I had Frank's voice, and I knew Frank's family from the very beginning. I knew what Frank's mother was like, I knew what his sister was like, I knew that his dad was absent, and so he was just very clear to me right from the start, I found it easy to write his dialogue. And Cleo, for a long time I didn't know who her family was. I would force myself to come up with answers and they didn't feel right. And so slowly, slowly, it took me years, truly, truly years - I think it was around year three or four of writing this book, that I wrote the scene with her parents, with her stepmother and her father - and I finally understood her. I understood where she came from, and understood what she was hiding and why she felt the need to hide so much. But it makes me laugh when people are like, oh, well Cleo… It's just you, right? And I'm like, never again am I going to give a character blonde hair, that’s the first thing! I'm so verbal, and I feel like I'm very outgoing and I wear everything on my sleeve. She is really the opposite. She does not do that. She's extremely visual. She's not verbal. Everything for her is through image and art and colour, and I loved doing that, but she was definitely a challenge.

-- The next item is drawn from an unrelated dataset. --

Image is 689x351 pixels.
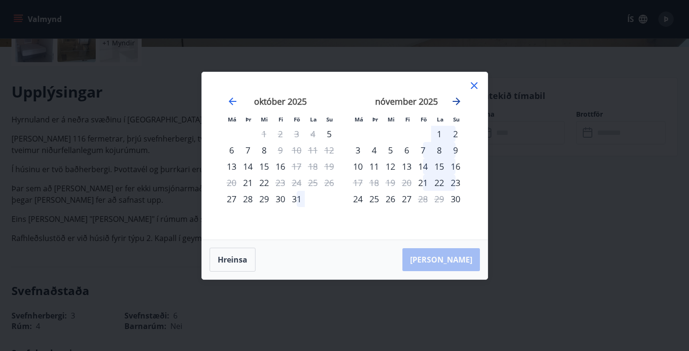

And then the character that I found the easiest to write I think will also surprise people, because it was Anders. And not because I feel akin to him! But I wasn’t planning to write a chapter from Anders perspective, because he's not a massively likeable character in the book, and I disagreed with a lot of how he behaves. And so my own bias was like, oh, I'm just not going to include him, he's kind of just going to be like a toxic male. But I remember this was early in the novel, probably in the first or second year of writing it. I went for a long run down the West Side Highway, and I just had him in me - that sounds wrong [laughs] - I mean his relationship with his stepson, his relationship with his ex, the secret feelings for Cleo, I heard it all so clearly. I just understood him immediately and I went and I wrote the chapter that's from his perspective really quickly, which is quite unusual for me. So his was a dream chapter to write because I sat down and I at least got a first draft done almost in one go, which never happens for me. So he was the easiest for reasons that remain a mystery!